Do Word and Spirit go together in local church life? What does a church both mature in the Word of God and in stewarding the presence and activity of the Holy Spirit look like? Often churches emphasise one to the exclusion of the other. Is there a better way? Is it possible to combine robust exegesis of scripture with extraordinary manifestations of the Holy Spirit’s presence? Might the church in the coming days across Europe experience maturity and fruitfulness in both?

Tuesday, 20 May

Perhaps the greatest need facing the church in Europe today is the need for more leaders. Quality leaders emerge rather than arrive.

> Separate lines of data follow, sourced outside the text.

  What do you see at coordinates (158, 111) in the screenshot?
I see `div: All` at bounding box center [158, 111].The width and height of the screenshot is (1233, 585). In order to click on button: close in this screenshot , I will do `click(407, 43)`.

Training in a classroom context can be a significant component in the development of a leader. However, it is not enough on its own; something more relational is required. Can we learn from New Testament models of ministry development? Can we shape a culture where the multiplication of ministry occurs naturally?

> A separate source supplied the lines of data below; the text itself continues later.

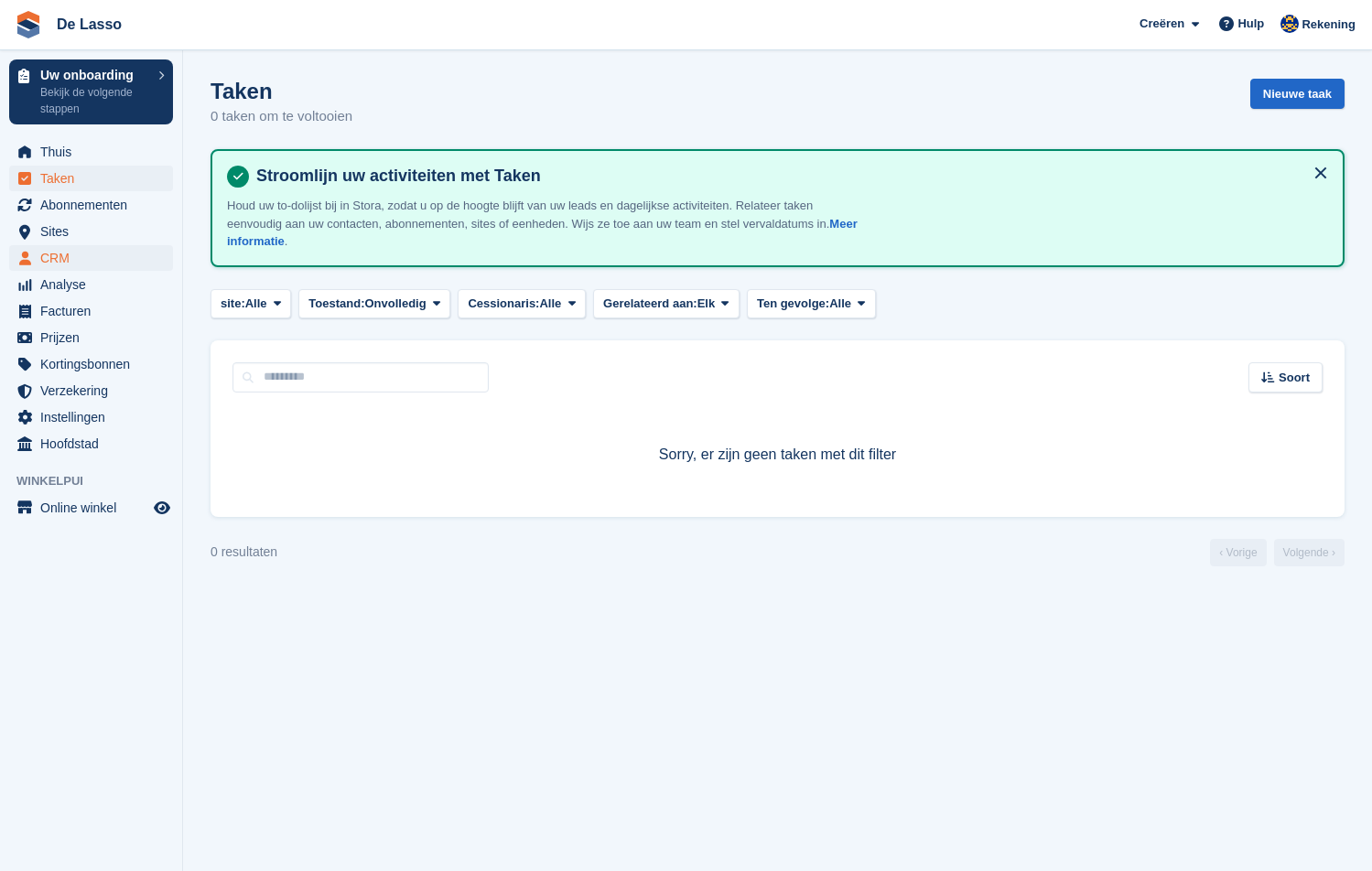 Image resolution: width=1372 pixels, height=871 pixels. I want to click on a: Previewwinkel, so click(162, 508).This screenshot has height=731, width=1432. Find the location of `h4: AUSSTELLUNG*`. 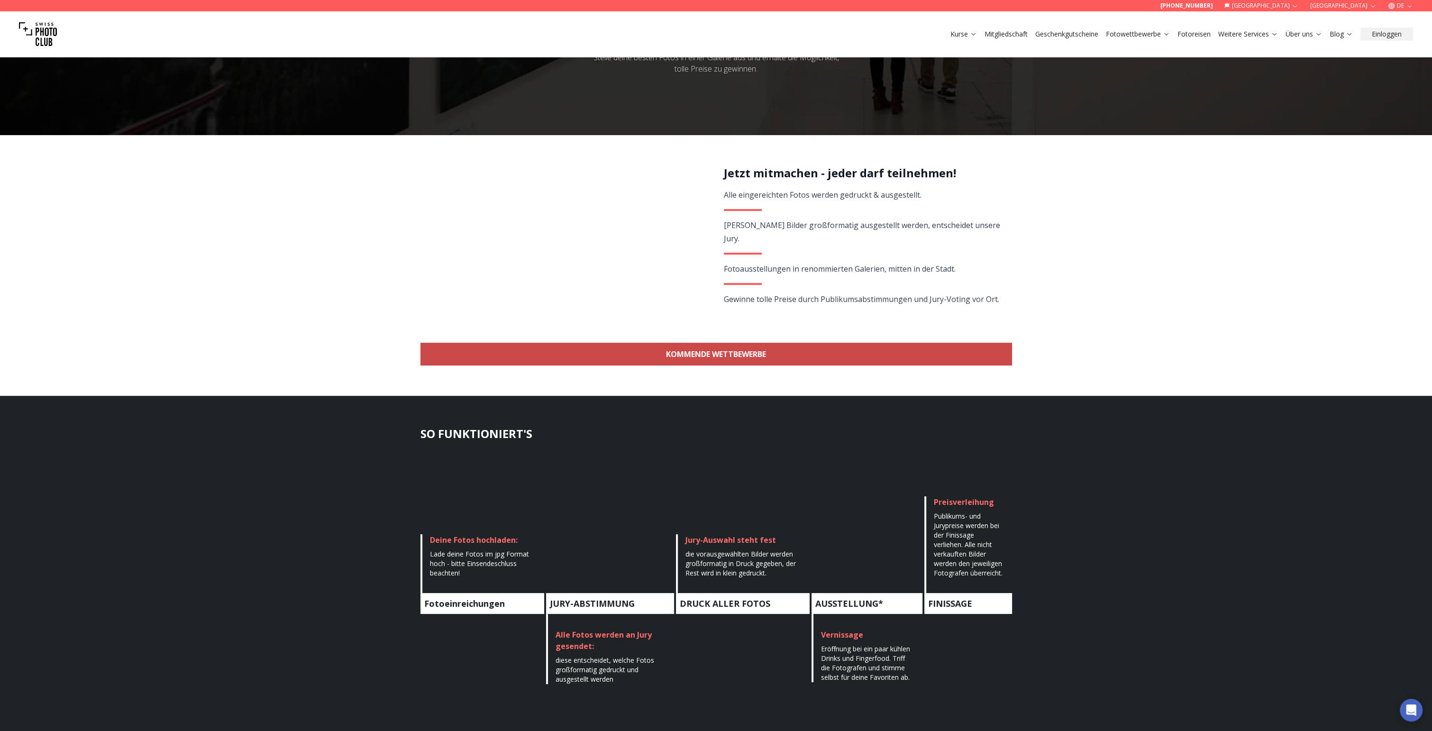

Jesus instructed His disciples to “Go and make disciples.” The scope He gave them in their remit was the whole world; every people group, every place, through all “the age,” until Christ should return. Their instinctive response to this command was not only to share the Gospel through words, works, and wonders but to plant local churches in every place as part of the response to the command of Christ. Planting churches was not a secondary objective or afterthought but an integral part of reaching the world with the Gospel. The fundamental role of church planting in fulfilling the great commission remains today. Many models and methods exist. Some are fruitful; some are not. In this session, we will explore what makes for a healthy church planting environment. What vision, values, vocabulary, and vehicles can help church planting succeed across modern secular Europe today?

Wednesday, 21 May

Church history shows the many strategies adopted by church movement pioneers as they look to transition from the first generation of leadership to the next. Some appoint a leadership successor or hand leadership over to a team convened for the purpose, some form a new denomination, while some simply keep going without any strategic consideration for the future. In 2011 Terry Virgo, who had pioneered and led the Newfrontiers movement to that point, commissioned those that he recognised as his spiritual sons to begin to form their own networks of churches. He effectively multiplied the one network led by him to multiple networks of churches led by men now recognised as network leaders in their own right. These networks were to be autonomous, yet somehow remain collaborative and interdependent. Such radical intentional decentralisation is very bold and some might consider perilous to the future of the movement. It is an uncommon strategy, and this session explores whether multiplying autonomous network leaders can be considered an effective church movement succession strategy.

In 2 Corinthians 1:11 we read, “You also must help us by prayer, so that many will give thanks on our behalf for the blessing granted us through the prayers of many.” Paul in his writings often urges the need for prayer in order that his mission will be be fruitful. He simply cannot conceive that doing what he is attempting will be fruitful at all without large-scale, ongoing “prayers of many.” The Church in the global South and East can teach the church in the Western world much about Gospel advance. One stand-out example is the priority placed on corporate prayer by churches in non-Western contexts. In this session, the team will explore why and how corporate prayer in the local church can once again become the driver for Gospel fruitfulness it should be. It is the contention of this session that Europe needs a movement of prayer in order to ignite a movement of Gospel advance. The one cannot happen without the other.